Everyone stated powerlessness.

At this point you might picture some nondescript waiting room that might multiply the misery, but fortunately for Plese, some Abu Dhabi hospitality intervened.

"Oh, they took care of me," he said. "They put me in the business lobby. I was sleeping, twice. I had breakfast like I usually have for a week!"

At this point you might picture some sort of terminal bliss in some therapeutic room between origin and destination, but unfortunately for Plese, breakfast came with agony.

Many souls with visa issues have lingered in dingier airports with sadder stories, but not many have just completed the peculiar self-torture of triathlon training.

Plese had filled winter in Slovenia and Miami priming for Abu Dhabi. He had almost turned around in Munich en route to Abu Dhabi when an airline briefly wanted to charge €1,156 (Dh5,900) for his bicycle's excessive heft.

"I did so much training and everything for this one because it's such a long one," he said. "All my time will be wasted." Snoozing while sitting up as dawn came on Monday, he woke to an airport agent touting an 8am flight he could board at 7am. He winced and managed to get approval to wait longer. He had breakfast.

"And then I stayed for lunch," he said.

Pause.

"And then I stayed for dinner."

It seems Mr Plese also risked getting fat. He had snacks, nuts, fruit, fish, rice. For the first 12 hours, he did not realise he could walk in the terminal so remained in the one room, not the triathlete's typical Monday.

"And I took a shower," he said. "I didn't know what to do. They have a shower. They also have a toothbrush, and a brush."

He began to learn the lounge-staff timetable; it would change "every four hours".

Finally, in the late afternoon, an agent: "At 7pm, if you don't have your visa by then, you are leaving."
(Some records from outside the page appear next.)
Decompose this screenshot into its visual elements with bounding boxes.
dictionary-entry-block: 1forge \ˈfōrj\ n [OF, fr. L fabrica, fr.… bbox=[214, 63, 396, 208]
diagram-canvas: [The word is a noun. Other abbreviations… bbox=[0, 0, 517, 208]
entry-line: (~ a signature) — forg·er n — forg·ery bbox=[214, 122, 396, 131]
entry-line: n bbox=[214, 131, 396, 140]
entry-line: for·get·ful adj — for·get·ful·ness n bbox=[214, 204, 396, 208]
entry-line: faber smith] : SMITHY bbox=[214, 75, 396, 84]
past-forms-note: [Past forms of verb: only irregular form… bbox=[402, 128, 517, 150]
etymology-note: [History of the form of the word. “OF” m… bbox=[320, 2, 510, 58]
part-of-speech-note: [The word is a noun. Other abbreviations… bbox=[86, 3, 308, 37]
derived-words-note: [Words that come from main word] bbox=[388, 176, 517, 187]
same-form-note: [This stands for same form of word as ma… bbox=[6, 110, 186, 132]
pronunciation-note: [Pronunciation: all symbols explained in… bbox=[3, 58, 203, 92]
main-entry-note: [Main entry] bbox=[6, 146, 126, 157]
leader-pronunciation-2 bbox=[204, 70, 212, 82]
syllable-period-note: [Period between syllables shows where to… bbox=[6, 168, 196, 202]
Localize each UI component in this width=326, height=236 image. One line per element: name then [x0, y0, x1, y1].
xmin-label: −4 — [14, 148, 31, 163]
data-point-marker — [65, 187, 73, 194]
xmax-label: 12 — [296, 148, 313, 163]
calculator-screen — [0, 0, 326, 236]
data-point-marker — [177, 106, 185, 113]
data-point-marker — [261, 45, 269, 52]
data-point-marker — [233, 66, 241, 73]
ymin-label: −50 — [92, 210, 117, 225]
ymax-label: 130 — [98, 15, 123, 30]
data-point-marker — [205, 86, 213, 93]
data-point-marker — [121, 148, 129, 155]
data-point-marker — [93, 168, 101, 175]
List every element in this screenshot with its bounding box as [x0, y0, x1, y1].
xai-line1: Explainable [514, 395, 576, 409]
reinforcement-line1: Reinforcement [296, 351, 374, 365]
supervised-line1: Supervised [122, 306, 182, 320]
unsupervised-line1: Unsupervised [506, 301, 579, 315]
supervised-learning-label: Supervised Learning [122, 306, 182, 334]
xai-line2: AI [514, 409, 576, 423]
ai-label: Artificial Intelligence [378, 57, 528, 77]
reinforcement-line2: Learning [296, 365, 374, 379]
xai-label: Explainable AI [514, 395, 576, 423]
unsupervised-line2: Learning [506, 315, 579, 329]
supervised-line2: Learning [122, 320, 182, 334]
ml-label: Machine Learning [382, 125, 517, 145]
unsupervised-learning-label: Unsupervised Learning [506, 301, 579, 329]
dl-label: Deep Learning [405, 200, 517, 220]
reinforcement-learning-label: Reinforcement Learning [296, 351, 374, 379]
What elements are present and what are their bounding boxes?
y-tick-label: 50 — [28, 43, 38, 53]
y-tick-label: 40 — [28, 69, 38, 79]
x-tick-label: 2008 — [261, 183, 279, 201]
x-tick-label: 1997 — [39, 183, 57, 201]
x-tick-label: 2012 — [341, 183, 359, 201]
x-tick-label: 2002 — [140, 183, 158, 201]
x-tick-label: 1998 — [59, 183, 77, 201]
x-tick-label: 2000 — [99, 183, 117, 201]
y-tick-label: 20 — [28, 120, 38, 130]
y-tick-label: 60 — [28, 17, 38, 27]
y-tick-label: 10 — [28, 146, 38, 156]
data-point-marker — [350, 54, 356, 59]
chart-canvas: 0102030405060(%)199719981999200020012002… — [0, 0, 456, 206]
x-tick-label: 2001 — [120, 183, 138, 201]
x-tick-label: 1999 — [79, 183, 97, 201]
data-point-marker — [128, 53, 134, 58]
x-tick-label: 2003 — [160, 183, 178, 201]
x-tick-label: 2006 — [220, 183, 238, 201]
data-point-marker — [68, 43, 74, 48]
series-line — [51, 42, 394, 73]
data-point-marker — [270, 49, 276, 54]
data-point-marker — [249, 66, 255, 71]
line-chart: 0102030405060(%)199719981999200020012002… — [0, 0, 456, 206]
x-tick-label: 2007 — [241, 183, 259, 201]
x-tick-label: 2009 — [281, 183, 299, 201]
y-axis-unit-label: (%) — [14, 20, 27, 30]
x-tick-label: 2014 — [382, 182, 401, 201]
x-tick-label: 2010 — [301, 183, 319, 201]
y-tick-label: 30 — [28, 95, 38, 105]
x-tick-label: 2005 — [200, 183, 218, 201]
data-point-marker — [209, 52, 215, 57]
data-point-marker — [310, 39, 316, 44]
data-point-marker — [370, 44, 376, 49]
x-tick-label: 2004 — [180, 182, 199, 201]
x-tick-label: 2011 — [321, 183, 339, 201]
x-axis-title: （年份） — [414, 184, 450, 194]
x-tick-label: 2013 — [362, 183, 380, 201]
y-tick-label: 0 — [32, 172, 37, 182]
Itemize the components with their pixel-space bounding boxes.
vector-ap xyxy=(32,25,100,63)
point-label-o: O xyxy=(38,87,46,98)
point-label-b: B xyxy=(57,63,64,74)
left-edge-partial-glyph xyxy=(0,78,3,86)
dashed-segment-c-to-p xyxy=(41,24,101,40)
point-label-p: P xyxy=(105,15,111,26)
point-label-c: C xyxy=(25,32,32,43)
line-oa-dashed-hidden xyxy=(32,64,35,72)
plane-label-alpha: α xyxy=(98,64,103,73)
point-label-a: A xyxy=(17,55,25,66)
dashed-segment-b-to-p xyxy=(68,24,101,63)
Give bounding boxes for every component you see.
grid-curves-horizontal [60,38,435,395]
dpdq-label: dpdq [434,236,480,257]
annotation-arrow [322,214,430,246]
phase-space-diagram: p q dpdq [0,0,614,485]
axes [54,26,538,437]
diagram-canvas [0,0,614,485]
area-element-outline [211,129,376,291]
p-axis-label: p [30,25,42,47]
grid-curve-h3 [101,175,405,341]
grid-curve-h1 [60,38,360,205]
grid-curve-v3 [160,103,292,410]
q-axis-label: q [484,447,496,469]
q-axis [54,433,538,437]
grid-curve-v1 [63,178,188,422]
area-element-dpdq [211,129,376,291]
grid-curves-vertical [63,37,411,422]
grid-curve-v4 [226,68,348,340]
To describe this worst phase, Plese made his hands quiver.

So by yesterday afternoon, having finished in 7hrs 16mins 41secs after a poor opening swim and having tumbled into the wheelchair just beyond the triathlon finish line, and just sitting there with a bag of ice, here was one 17th-place finisher who spoke of a stranger as if that man were some sort of angel.

A call came. "A Mr Abdul Aziz, from nowhere," he said. "He's like a sheikh or something. I don't even know who he is. But he handled it just like nothing."

The visa, basically just a stamp, would come within two hours.

So while the whole sweaty brigade departs Abu Dhabi today, and while all those bicycles depart by air, and while we all should take a moment to think about the baggage handlers, away goes one elite triathlete especially satisfied to have competed, uncommonly grateful toward a powerful stranger and surely unlikely to arrive anywhere else lacking full knowledge of visa regulations.